A FORMER teacher has been shortlisted among the best in the world for her black and white photographs.
Pat Maycroft, who lives in South Side, near Butterknowle, was nominated at the Black and White Spider Awards for her silhouette snap of Saltburn Pier and her atmospheric door knocker titled “Don’t Bite the Hand”.
The former Darlington College teacher used an underwater camera to take the impromptu pictures on a day out at the coast.
Ms Maycroft said: “The tide was right out and I’d never seen it like that before. The sun was setting and I was one of those grabbing shots.
“I took three or four and that was the best one.”
Her nomination was unveiled during a live online stream viewed by 11,000 photography fans worldwide.
Industry experts from New York and London judged her Saltburn shot best among 92 nominations in the silhouette category with “Don’t Bite” coming out on top from 105 nominees.
Ms Maycroft put her work forward in February this year but only heard back from the competition earlier this month.
She added: “I had nearly forgotten about it.
“I was getting a lot of junk mail through but I thought I better take a look – I nearly missed it.”
The 72-year-old has lived in South Side for the past 22 years but her passion for photograph was kindled long before then.
Her interest began aged nine when she got hold of her dad’s Box Brownie to take pictures of her dog.
She still has the camera.
In the years since, she has gone on to host photography exhibitions at the former DLI Museum and as far away as Solihull.
Ms Maycroft was also one of the founders of the Vane Women – a creative writing group which formed on Vane Terrace, in Darlington, to support female authors.
She has had many of her pictures published at the forefront of works and anthologies through the group – the most well known being Northern Grit, which was so popular is required a second print run in 2004.
Now the grandmother-of-four is taking strides in the separate worlds of poetry and swimming through a series of digital “film-poems” published online.
She explained: “I swim and last year we went to the Greek Islands to take pictures of the fish and then wrote a poem – I got quite a bit of feedback from the open water swimmers.
“Poetry, swimming and photography are the three things I am keen on – I am quite excited about the film-poems because each one has been different.”
Alongside her film and photography, one of her poems Cockfield Fell in Winter has also been showcased in an anthology of North Eastern works this year.
But when it came to her first and foremost passion she had a couple of tips to pass on to budding snappers.
“Just go for it – carry a camera around with you like I did at Saltburn,” she added.
“F8 and be there was the saying passed on to me.”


**Problem**
Within the entries below, find every line that has the string "generators", then copy it.

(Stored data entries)

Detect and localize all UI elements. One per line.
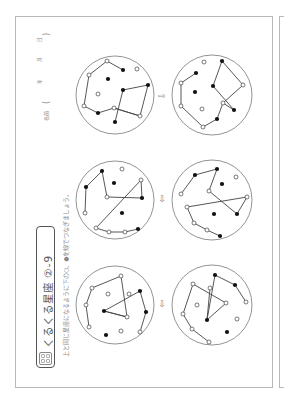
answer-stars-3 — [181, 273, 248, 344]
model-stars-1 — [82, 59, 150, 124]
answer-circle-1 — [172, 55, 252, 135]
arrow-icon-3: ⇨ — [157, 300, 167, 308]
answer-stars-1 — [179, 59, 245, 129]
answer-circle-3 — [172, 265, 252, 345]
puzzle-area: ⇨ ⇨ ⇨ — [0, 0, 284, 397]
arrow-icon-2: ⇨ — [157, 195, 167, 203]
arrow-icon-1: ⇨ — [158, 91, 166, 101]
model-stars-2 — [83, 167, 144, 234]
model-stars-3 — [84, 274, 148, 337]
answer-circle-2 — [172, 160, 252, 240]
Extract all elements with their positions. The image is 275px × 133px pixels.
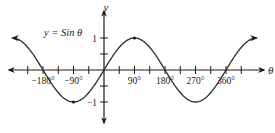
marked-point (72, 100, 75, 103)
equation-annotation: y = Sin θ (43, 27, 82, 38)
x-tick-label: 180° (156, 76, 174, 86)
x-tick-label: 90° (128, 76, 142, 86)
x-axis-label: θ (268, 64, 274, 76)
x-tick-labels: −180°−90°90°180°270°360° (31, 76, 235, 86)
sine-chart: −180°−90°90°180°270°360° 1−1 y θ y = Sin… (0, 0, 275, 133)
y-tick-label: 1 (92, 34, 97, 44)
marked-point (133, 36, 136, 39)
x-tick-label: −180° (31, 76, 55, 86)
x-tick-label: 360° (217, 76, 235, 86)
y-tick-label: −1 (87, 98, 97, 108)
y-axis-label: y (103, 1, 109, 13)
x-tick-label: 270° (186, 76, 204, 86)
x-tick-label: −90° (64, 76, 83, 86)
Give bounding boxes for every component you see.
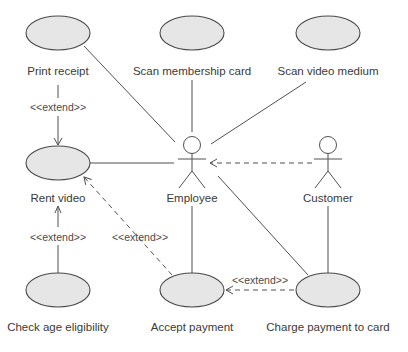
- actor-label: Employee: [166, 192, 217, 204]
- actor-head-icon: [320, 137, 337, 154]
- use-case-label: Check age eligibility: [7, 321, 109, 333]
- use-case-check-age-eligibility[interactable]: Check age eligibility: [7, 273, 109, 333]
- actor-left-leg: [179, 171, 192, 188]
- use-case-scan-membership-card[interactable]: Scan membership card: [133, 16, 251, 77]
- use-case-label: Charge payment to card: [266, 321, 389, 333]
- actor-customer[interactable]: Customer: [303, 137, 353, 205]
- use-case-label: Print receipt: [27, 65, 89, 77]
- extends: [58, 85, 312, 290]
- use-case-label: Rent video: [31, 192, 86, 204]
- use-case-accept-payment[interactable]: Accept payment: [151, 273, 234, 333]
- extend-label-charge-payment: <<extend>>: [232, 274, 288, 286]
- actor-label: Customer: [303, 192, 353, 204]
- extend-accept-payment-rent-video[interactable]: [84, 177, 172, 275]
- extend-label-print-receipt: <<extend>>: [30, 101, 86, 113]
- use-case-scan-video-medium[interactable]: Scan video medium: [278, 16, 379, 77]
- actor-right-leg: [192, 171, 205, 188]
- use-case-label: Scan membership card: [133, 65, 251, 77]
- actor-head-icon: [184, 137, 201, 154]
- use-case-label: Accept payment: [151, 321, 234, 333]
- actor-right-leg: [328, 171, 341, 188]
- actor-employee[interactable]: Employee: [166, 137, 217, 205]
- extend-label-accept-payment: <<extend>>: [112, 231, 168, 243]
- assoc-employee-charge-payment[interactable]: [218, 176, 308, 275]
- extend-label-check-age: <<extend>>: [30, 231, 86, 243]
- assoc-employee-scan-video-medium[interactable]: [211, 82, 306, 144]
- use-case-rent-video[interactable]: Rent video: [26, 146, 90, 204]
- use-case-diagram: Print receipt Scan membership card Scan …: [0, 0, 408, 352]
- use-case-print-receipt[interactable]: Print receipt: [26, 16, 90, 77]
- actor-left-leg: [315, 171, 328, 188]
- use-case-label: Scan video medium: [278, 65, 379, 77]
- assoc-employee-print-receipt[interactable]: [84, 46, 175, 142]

...

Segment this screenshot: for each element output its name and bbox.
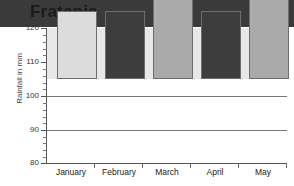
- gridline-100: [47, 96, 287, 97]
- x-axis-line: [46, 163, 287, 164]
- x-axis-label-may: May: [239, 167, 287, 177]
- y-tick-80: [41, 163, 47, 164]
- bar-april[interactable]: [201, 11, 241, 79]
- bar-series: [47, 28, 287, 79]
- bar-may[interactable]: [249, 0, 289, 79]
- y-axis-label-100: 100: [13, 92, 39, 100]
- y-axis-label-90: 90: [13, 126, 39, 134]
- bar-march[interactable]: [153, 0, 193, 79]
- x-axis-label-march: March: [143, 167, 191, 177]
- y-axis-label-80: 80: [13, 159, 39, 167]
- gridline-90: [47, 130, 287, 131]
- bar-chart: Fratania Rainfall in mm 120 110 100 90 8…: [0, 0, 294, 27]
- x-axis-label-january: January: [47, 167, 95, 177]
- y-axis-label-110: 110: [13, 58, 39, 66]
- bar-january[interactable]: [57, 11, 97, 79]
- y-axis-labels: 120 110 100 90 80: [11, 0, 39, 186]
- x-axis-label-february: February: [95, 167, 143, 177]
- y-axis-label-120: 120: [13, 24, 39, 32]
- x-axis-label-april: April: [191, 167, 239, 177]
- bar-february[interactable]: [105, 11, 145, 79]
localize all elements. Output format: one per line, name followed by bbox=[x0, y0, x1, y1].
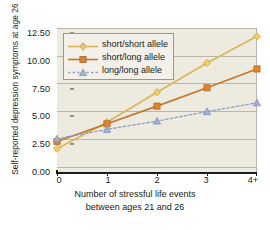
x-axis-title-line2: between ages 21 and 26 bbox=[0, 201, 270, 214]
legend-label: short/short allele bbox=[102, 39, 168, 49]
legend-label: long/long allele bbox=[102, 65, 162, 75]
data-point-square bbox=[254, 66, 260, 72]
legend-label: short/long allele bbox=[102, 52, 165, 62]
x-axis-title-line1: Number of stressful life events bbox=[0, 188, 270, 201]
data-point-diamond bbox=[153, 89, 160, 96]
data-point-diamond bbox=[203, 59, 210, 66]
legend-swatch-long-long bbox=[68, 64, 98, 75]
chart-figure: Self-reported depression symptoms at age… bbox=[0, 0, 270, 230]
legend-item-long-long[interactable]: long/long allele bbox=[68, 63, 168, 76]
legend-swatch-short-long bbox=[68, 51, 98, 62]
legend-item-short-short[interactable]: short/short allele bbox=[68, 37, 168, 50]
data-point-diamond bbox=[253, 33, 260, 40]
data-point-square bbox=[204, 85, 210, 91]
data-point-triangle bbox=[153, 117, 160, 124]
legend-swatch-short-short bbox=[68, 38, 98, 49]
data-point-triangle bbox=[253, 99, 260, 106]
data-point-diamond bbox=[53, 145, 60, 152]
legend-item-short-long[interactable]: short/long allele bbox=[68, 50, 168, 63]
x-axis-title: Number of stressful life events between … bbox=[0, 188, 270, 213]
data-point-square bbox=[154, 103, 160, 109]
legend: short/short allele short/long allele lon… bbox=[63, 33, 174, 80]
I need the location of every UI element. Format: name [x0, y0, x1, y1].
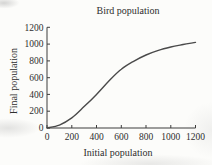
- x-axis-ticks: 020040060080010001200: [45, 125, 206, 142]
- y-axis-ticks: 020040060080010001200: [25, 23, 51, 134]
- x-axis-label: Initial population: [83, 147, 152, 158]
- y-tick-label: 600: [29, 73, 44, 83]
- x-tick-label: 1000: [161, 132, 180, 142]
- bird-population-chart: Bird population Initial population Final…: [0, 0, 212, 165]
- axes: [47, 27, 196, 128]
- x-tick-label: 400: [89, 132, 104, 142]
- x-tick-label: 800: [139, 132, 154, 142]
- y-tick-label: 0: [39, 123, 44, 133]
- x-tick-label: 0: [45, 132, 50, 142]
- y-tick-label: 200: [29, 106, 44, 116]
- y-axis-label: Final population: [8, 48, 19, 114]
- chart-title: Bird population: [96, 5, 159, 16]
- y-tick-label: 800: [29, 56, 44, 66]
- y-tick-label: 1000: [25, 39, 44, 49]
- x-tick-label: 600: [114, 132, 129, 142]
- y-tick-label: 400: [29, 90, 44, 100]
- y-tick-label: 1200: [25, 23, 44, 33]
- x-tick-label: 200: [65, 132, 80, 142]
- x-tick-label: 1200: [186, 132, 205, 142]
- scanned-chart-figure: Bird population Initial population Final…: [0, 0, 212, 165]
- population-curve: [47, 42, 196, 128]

==

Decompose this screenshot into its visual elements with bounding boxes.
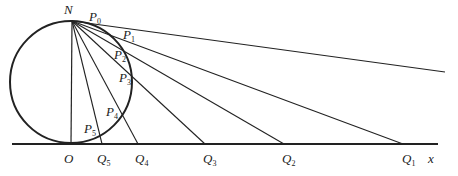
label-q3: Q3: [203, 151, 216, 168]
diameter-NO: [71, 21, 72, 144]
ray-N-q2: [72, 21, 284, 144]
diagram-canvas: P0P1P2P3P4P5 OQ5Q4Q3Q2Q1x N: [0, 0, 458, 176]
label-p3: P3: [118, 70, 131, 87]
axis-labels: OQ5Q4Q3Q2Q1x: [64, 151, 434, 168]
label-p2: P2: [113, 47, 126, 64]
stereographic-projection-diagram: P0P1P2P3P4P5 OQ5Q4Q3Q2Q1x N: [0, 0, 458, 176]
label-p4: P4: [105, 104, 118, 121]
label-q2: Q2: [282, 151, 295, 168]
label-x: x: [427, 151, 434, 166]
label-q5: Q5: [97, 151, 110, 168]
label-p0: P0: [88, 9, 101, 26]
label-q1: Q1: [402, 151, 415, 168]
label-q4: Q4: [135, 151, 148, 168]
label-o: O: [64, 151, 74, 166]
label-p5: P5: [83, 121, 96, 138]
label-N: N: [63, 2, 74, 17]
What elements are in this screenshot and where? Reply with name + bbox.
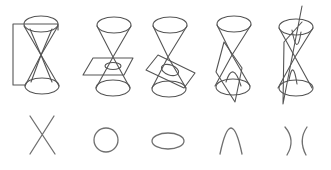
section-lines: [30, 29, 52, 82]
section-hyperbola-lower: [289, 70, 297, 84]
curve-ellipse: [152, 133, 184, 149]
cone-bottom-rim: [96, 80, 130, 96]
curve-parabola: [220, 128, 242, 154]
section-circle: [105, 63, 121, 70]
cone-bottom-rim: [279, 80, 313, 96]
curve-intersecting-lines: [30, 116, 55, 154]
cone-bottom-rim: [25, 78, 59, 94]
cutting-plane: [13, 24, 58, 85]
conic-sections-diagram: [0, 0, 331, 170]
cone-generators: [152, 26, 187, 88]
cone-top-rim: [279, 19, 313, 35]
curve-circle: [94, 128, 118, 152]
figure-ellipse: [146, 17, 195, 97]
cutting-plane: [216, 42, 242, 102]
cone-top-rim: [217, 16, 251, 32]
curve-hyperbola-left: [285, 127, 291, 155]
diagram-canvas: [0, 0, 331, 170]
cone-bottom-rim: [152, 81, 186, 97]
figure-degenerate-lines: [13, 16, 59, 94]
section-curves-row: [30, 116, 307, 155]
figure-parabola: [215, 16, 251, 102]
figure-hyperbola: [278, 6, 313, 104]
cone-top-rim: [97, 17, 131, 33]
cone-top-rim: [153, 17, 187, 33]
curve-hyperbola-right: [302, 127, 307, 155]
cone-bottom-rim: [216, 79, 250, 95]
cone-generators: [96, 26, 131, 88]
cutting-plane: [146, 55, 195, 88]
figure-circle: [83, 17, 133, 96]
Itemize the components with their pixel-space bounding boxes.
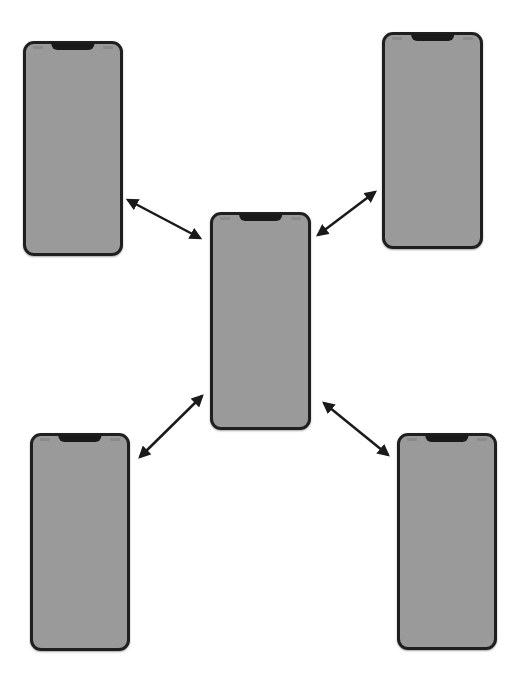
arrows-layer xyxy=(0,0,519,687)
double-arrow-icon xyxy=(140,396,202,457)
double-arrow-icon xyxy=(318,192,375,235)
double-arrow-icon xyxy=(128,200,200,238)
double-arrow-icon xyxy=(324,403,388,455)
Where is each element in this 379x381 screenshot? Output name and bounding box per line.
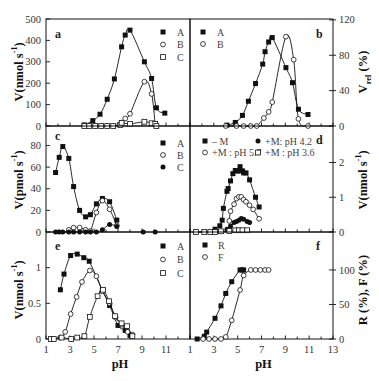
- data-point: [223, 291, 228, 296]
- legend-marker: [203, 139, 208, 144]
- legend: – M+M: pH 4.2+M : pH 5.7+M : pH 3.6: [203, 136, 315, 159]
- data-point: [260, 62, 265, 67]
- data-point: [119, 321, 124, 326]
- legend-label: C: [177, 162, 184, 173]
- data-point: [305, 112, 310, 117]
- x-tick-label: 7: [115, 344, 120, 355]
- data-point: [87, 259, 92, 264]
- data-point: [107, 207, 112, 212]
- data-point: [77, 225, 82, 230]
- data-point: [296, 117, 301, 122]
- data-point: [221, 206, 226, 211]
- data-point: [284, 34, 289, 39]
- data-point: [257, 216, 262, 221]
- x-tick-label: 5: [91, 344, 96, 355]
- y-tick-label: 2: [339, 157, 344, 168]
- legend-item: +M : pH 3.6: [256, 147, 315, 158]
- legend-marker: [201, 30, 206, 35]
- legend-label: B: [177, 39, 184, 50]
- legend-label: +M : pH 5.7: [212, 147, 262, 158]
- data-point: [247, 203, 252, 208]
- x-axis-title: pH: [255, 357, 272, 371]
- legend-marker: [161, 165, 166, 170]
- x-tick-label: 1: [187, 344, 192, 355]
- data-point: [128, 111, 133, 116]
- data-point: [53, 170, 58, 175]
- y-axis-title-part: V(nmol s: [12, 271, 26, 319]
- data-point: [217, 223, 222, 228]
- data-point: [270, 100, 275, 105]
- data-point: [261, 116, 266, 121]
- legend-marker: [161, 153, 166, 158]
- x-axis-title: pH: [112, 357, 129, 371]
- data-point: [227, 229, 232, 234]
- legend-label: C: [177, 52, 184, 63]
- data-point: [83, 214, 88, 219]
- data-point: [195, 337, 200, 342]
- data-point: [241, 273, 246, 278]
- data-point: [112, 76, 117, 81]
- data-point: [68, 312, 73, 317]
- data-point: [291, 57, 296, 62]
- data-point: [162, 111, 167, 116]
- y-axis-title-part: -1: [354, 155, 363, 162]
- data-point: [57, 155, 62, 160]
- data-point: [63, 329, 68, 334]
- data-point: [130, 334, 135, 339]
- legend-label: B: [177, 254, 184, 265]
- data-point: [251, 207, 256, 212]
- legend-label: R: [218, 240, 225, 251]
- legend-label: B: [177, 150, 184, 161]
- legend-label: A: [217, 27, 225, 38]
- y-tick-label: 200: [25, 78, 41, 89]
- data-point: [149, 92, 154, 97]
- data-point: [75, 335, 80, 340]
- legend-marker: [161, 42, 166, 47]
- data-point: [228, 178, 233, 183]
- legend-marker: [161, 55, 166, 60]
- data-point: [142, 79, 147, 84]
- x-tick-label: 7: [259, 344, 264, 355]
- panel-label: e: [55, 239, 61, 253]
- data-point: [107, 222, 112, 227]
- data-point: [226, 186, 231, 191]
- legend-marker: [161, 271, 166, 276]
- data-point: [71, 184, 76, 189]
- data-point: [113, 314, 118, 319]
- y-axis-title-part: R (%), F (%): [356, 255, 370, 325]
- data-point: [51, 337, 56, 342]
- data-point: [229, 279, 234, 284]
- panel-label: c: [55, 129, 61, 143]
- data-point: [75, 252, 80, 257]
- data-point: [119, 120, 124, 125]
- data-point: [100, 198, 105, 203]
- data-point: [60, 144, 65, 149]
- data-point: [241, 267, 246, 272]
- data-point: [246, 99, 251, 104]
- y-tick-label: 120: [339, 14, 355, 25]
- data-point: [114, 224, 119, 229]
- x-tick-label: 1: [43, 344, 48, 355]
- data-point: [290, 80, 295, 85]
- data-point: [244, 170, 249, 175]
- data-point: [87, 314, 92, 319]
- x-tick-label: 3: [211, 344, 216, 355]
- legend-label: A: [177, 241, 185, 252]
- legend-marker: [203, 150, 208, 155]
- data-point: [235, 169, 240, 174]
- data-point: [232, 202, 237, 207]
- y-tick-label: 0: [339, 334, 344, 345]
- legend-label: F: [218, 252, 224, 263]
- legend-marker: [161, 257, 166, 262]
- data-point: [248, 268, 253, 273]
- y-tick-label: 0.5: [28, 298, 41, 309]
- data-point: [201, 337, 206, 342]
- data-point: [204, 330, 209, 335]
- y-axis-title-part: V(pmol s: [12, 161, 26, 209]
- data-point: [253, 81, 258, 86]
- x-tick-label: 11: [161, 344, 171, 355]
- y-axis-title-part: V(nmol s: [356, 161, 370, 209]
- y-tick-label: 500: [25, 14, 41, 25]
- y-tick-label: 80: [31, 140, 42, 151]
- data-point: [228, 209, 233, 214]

**Answer**
cone-generators: [152, 26, 187, 88]
cone-generators: [96, 26, 131, 88]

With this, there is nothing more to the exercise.